Focus on the One Thing Necessary - Bishop Barron's Sunday Sermon
Bishop Robert Barron
July 17,2022
Daily Gospel Reflection - Sixteenth Sunday in Ordinary Time
Friends, the Gospel for this Sunday is the wonderful story of Martha and Mary. But the Church sets this up in a really interesting way by giving us a first reading from Genesis 18—the mysterious story of Abraham being visited by three guests. The two stories together show us that the problem is not hospitality, nor being active as opposed to contemplative; rather, the problem is being focused on many things instead of the one thing necessary, in which everything else tends to fall into the right place.
Gospel: Lk 10:38-42
Jesus entered a village
where a woman whose name was Martha welcomed him.

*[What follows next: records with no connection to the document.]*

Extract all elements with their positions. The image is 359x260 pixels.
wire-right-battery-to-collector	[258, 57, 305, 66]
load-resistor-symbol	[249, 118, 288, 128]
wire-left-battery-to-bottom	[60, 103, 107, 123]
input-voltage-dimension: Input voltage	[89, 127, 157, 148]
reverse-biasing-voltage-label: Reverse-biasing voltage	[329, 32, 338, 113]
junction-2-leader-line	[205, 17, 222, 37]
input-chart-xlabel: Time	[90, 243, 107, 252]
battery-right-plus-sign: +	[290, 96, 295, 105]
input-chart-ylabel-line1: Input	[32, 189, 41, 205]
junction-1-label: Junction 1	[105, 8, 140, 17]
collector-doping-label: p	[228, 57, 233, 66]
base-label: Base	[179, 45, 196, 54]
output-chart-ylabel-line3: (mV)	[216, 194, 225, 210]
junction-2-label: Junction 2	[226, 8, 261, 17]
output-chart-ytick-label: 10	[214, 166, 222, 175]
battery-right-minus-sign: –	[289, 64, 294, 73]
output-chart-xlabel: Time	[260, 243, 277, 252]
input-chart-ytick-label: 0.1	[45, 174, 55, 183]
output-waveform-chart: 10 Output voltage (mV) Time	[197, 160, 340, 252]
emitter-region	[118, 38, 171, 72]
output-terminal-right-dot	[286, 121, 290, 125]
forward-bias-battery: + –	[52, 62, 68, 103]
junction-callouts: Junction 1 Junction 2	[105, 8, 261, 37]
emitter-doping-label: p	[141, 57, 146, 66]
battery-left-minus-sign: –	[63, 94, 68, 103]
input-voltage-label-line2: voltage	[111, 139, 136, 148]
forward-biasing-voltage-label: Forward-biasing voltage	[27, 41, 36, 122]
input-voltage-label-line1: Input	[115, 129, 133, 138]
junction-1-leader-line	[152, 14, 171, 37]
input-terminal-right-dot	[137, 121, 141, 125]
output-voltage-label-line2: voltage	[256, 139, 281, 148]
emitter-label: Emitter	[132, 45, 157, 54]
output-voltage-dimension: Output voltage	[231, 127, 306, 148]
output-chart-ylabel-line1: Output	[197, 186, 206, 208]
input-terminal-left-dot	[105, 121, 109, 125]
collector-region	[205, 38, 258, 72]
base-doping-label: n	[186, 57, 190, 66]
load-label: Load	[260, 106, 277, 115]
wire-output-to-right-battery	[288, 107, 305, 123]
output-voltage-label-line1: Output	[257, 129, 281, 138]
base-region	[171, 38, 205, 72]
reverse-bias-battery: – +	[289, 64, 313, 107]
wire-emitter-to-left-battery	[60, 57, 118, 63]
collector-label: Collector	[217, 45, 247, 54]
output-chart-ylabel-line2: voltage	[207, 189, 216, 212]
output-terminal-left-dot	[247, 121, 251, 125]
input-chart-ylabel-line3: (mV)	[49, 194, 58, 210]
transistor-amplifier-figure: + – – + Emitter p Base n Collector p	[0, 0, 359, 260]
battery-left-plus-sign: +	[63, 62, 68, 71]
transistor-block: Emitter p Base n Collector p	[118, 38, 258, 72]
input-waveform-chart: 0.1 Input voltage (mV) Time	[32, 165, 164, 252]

She had a sister named Mary
who sat beside the Lord at his feet listening to him speak.
Martha, burdened with much serving, came to him and said,
"Lord, do you not care
that my sister has left me by myself to do the serving?
Tell her to help me."
The Lord said to her in reply,
"Martha, Martha, you are anxious and worried about many things.

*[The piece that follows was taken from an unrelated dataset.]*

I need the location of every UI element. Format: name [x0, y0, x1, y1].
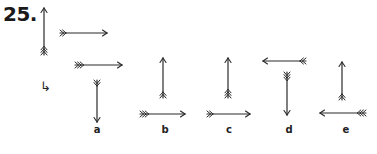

There is need of only one thing.
Mary has chosen the better part
and it will not be taken from her."
*United States Conference of Catholic
Bishop Robert Barron
Friends, today’s Gospel inspires protests more than almost any other that I’ve preached on. "Hey Bishop, I think Martha gets a bum rap." And for centuries the story has been read that Martha represents the "active" life and Mary the "contemplative" life. I would like to stress that the active/contemplative reading of the Martha and Mary story is not that helpful. We have to dig a little deeper.

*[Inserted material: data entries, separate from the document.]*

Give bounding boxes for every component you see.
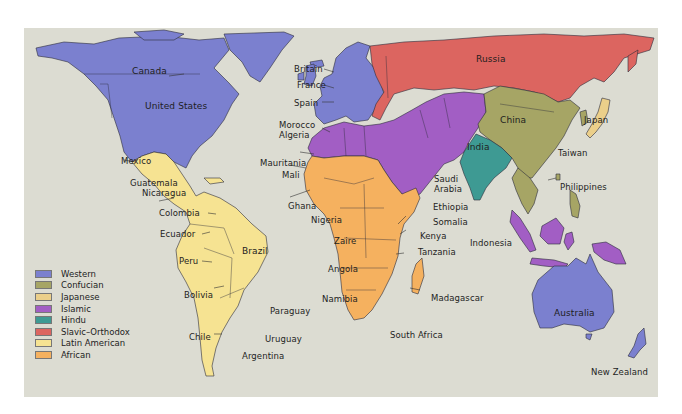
region-western-oceania (532, 254, 646, 358)
legend-label: Latin American (61, 338, 125, 348)
legend-label: Confucian (61, 280, 104, 290)
label-bolivia: Bolivia (184, 290, 213, 300)
label-guatemala: Guatemala (130, 178, 178, 188)
label-colombia: Colombia (159, 208, 200, 218)
legend-item-islamic: Islamic (35, 303, 130, 315)
label-taiwan: Taiwan (558, 148, 588, 158)
label-nigeria: Nigeria (311, 215, 342, 225)
legend-label: Slavic–Orthodox (61, 327, 130, 337)
label-brazil: Brazil (242, 246, 268, 256)
label-zaire: Zaire (334, 236, 356, 246)
label-canada: Canada (132, 66, 167, 76)
legend-item-hindu: Hindu (35, 314, 130, 326)
label-mali: Mali (282, 170, 300, 180)
label-britain: Britain (294, 64, 323, 74)
label-indonesia: Indonesia (470, 238, 512, 248)
label-chile: Chile (189, 332, 211, 342)
label-peru: Peru (179, 256, 198, 266)
label-philippines: Philippines (560, 182, 607, 192)
legend-label: Hindu (61, 315, 86, 325)
label-south-africa: South Africa (390, 330, 443, 340)
label-madagascar: Madagascar (431, 293, 484, 303)
label-angola: Angola (328, 264, 358, 274)
legend-item-african: African (35, 349, 130, 361)
label-kenya: Kenya (420, 231, 447, 241)
legend-swatch-latin-american (35, 339, 52, 347)
legend-item-slavic-orthodox: Slavic–Orthodox (35, 326, 130, 338)
legend-swatch-western (35, 270, 52, 278)
legend-label: Japanese (61, 292, 100, 302)
legend-item-japanese: Japanese (35, 291, 130, 303)
label-algeria: Algeria (279, 130, 310, 140)
label-uruguay: Uruguay (265, 334, 302, 344)
label-australia: Australia (554, 308, 595, 318)
legend-item-western: Western (35, 268, 130, 280)
label-morocco: Morocco (279, 120, 315, 130)
legend-swatch-islamic (35, 305, 52, 313)
label-namibia: Namibia (322, 294, 358, 304)
legend-swatch-hindu (35, 316, 52, 324)
legend-label: Western (61, 269, 96, 279)
label-united-states: United States (145, 101, 207, 111)
legend-swatch-japanese (35, 293, 52, 301)
legend-item-latin-american: Latin American (35, 338, 130, 350)
label-nicaragua: Nicaragua (142, 188, 186, 198)
label-mexico: Mexico (121, 156, 151, 166)
label-paraguay: Paraguay (270, 306, 310, 316)
region-western-north-america (36, 30, 324, 168)
legend-label: African (61, 350, 91, 360)
label-japan: Japan (584, 115, 608, 125)
label-ethiopia: Ethiopia (433, 202, 468, 212)
label-argentina: Argentina (242, 351, 284, 361)
legend-swatch-confucian (35, 281, 52, 289)
label-india: India (467, 142, 490, 152)
label-tanzania: Tanzania (418, 247, 456, 257)
label-spain: Spain (294, 98, 318, 108)
label-ecuador: Ecuador (160, 229, 195, 239)
label-russia: Russia (476, 54, 506, 64)
legend-label: Islamic (61, 304, 91, 314)
legend-swatch-african (35, 351, 52, 359)
label-somalia: Somalia (433, 217, 468, 227)
label-new-zealand: New Zealand (591, 367, 648, 377)
legend-item-confucian: Confucian (35, 280, 130, 292)
label-mauritania: Mauritania (260, 158, 306, 168)
label-france: France (297, 80, 326, 90)
legend-swatch-slavic-orthodox (35, 328, 52, 336)
label-arabia: Arabia (434, 184, 462, 194)
label-saudi: Saudi (434, 174, 458, 184)
map-legend: Western Confucian Japanese Islamic Hindu… (35, 268, 130, 361)
label-china: China (500, 115, 526, 125)
label-ghana: Ghana (288, 201, 316, 211)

What does he upbraid Martha for? "Martha, Martha, you are anxious and worried about many things." It is the frantic, divided, unfocused quality of her life that Jesus is drawing attention to. And what is Mary being praised for? Not precisely that she is "contemplative," but that she has chosen the unum necessarium (the one necessary thing). She sits quietly at the feet of the Lord, not so much eschewing work as gathering herself, learning what she is essentially about.
There is a cacophony of voices calling out to you; there are a thousand influences pulling you this way and that. What’s the one necessary thing? It is to listen to the voice of Jesus as he tells you of his love and as he tells you who you are.